In cooler light, plaster takes longer to dry. These pauses become part of the work, moments to step back, observe, and let each layer settle. Waiting Between Layers traces the rhythm of patience in artmaking, where stillness and change move together and the surface grows quietly over time.


Layers of white paper

The light has shifted in the studio.

Mornings arrive with a cooler edge, and the plaster dries at a slower pace. I notice it most in the quiet wait between layers, when the surface holds on to a damp sheen longer than it did a month ago.

These pauses are not wasted. They become part of the rhythm. I set tools down, make tea, look out at the garden that feels on the cusp of turning. The first blossoms show against bare branches, a reminder that change is often layered, subtle, and uneven.

Working with texture teaches that there must be patience in artmaking. You can’t rush plaster into form. Each layer carries its own weight, its own way of settling.

Sometimes I want to push ahead, but the material insists on stillness. I’ve come to see this as part of the work, not separate from it.

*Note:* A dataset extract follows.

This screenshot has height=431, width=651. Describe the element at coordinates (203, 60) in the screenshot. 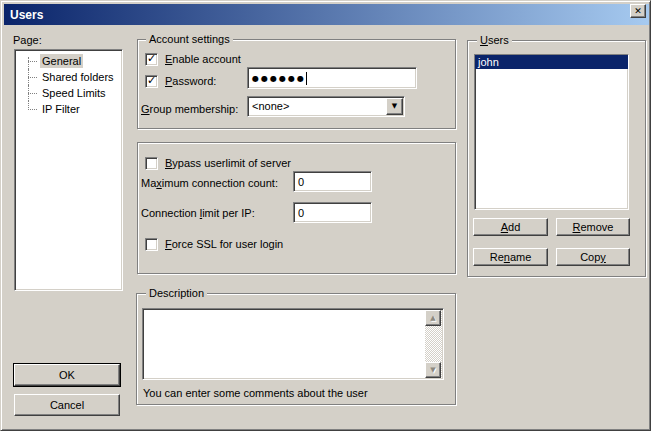

I see `enable-account-label: Enable account` at that location.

There are days when a piece moves easily, when the surface feels open and responsive. Other times, it resists. The lines fall flat, or the texture collapses where I thought it would hold.

I’ve learned to stay with both states, to keep showing up even when the work feels uncertain.

This season of waiting and adjusting is as much about trust as it is about making.

The work is built slowly, in layers I can’t always predict, and in that process something quiet emerges.

For now, the pieces in progress rest on the walls, drying in their own time.

The studio carries the scent of plaster and paint, faint but familiar.

I leave them be, knowing that tomorrow the light will shift again, and with it, the surface.